It was during this election that I was fired at one night at Aghadoe, returning from Puck Fair at Killorghin. A rumour was started that it was the work of one of the tenants on Sir George Colthurst's Cork estates, and the Tralee correspondent of the Examiner telegraphed his belief in this, adding 'so repugnant are Kerry men to these dastardly outrages.'

They took to them as greedily as a duck to water in later times, as all the world knows; and in the light of subsequent events it is delightful to remember that the Freeman stated, 'All condemn this dastardly act, for Mr. Hussey is universally respected.'

It atoned for this lapse into truth by subsequently taking my name in vain hundreds of times in the bad periods that were ahead.

There had been a libel case between the Rev. Denis O'Donoghue, parish priest of Ardfert, and myself. The address of this cleric in proposing Mr. Blennerhasset at the nomination had annoyed those he assailed intensely. Up to that point I had been utterly indifferent, but after that I strained every nerve to defeat Father O'Donoghue's nominee.

This is an extract from his speech at Ardfert:—

'Sam Hussey is a vulture with a broken beak, and he laid his voracious talons on the consciences of the voters. (Boos.) The ugly scowl of Sam Hussey came down upon them. He wanted to try the influence of his dark nature on the poor people. (Groans). Where was the legitimate influence of such a man? Was it in the white terror he diffused? Was it not the espionage, the network of spies with which he surrounded his lands? He denied that a man who managed property had for that reason a shadow of a shade of influence to justify him in asking a tenant for his vote. What had they to thank him for?'

A voice: 'Rack rents.'

'They knew the man from his boyhood, from his gossoonhood. He knew him when he began with a collop of sheep as his property in the world. (Laughter.) Long before he got God's mark on him. It was not the man's fault but his misfortune that he got no education. (Laughter.) He had in that parish schoolmasters who could teach him grammar for the next ten years. The man was in fact a Uriah Heep among Kerry landlords. (Cheers.)'

The result of this and other incentives to irritability was that the voters for Mr. Dease had to be escorted by troops and constabulary.

The sporting proclivities had already been shown over a race. In the County Club at Tralee there was an altercation between Mr. Sandes and a leading 'Deasite' as to the rival merits of a bay mare belonging to one and a chestnut horse owned by the other.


EXERCISE BRIEF: Please output the entries below from the line that contains "Find all labels, buttons, inputs, and" through the final line, reproduced exactly and alone.

INFORMATION SHOWN:
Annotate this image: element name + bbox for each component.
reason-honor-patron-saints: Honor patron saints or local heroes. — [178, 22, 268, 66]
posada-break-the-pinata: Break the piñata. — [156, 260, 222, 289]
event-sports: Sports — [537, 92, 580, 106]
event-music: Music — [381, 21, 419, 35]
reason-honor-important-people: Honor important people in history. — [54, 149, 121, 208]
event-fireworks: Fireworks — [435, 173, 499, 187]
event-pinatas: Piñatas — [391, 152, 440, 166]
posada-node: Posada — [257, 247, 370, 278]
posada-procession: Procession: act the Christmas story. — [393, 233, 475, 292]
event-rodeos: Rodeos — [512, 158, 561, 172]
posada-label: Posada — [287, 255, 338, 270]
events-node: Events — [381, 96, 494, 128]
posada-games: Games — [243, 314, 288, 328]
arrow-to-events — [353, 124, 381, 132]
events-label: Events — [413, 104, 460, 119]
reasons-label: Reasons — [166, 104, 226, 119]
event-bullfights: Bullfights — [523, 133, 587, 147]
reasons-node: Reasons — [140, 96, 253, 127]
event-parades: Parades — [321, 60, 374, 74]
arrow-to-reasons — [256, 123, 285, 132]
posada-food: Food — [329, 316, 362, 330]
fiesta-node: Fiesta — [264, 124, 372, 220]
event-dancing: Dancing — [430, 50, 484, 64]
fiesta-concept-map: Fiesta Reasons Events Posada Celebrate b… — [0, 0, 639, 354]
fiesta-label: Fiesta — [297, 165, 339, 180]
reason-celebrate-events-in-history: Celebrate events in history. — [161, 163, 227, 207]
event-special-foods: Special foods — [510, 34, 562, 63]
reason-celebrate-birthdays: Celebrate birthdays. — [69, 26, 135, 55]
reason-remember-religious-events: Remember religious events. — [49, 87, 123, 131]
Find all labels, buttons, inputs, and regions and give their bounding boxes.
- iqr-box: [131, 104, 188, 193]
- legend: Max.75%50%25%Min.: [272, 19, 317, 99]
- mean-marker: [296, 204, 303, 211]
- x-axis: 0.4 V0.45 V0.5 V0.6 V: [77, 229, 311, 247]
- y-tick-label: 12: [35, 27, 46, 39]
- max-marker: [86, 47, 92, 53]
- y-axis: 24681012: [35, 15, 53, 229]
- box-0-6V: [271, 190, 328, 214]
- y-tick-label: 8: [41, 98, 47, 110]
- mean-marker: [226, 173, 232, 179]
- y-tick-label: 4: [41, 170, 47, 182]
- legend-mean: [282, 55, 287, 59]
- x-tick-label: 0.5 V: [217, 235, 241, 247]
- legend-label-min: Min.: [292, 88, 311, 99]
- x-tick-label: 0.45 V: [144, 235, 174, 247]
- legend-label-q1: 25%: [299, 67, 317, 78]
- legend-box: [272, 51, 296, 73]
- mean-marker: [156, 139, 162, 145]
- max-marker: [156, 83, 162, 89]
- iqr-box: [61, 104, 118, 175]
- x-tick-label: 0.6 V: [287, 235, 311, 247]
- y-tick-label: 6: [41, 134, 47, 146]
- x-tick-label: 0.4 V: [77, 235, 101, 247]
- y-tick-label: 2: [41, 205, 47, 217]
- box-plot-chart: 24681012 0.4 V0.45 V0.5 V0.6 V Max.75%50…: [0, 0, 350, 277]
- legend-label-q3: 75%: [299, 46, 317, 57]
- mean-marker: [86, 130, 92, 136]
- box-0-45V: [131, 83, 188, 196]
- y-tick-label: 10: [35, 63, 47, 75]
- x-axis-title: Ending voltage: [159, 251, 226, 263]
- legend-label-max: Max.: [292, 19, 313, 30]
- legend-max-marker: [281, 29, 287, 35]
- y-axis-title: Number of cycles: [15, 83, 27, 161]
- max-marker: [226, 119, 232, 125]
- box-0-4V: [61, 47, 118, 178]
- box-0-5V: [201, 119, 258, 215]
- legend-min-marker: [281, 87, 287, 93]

ANSWER AREA:
Find all labels, buttons, inputs, and regions and give their bounding boxes.
- iqr-box: [131, 104, 188, 193]
- legend: Max.75%50%25%Min.: [272, 19, 317, 99]
- mean-marker: [296, 204, 303, 211]
- x-axis: 0.4 V0.45 V0.5 V0.6 V: [77, 229, 311, 247]
- y-tick-label: 12: [35, 27, 46, 39]
- max-marker: [86, 47, 92, 53]
- y-axis: 24681012: [35, 15, 53, 229]
- box-0-6V: [271, 190, 328, 214]
- y-tick-label: 8: [41, 98, 47, 110]
- mean-marker: [226, 173, 232, 179]
- y-tick-label: 4: [41, 170, 47, 182]
- legend-mean: [282, 55, 287, 59]
- x-tick-label: 0.5 V: [217, 235, 241, 247]
- legend-label-min: Min.: [292, 88, 311, 99]
- x-tick-label: 0.45 V: [144, 235, 174, 247]
- legend-label-q1: 25%: [299, 67, 317, 78]
- legend-box: [272, 51, 296, 73]
- mean-marker: [156, 139, 162, 145]
- max-marker: [156, 83, 162, 89]
- iqr-box: [61, 104, 118, 175]
- x-tick-label: 0.6 V: [287, 235, 311, 247]
- y-tick-label: 6: [41, 134, 47, 146]
- x-tick-label: 0.4 V: [77, 235, 101, 247]
- y-tick-label: 2: [41, 205, 47, 217]
- box-plot-chart: 24681012 0.4 V0.45 V0.5 V0.6 V Max.75%50…: [0, 0, 350, 277]
- legend-label-q3: 75%: [299, 46, 317, 57]
- mean-marker: [86, 130, 92, 136]
- box-0-45V: [131, 83, 188, 196]
- y-tick-label: 10: [35, 63, 47, 75]
- x-axis-title: Ending voltage: [159, 251, 226, 263]
- legend-label-max: Max.: [292, 19, 313, 30]
- legend-max-marker: [281, 29, 287, 35]
- y-axis-title: Number of cycles: [15, 83, 27, 161]
- max-marker: [226, 119, 232, 125]
- box-0-4V: [61, 47, 118, 178]
- box-0-5V: [201, 119, 258, 215]
- legend-min-marker: [281, 87, 287, 93]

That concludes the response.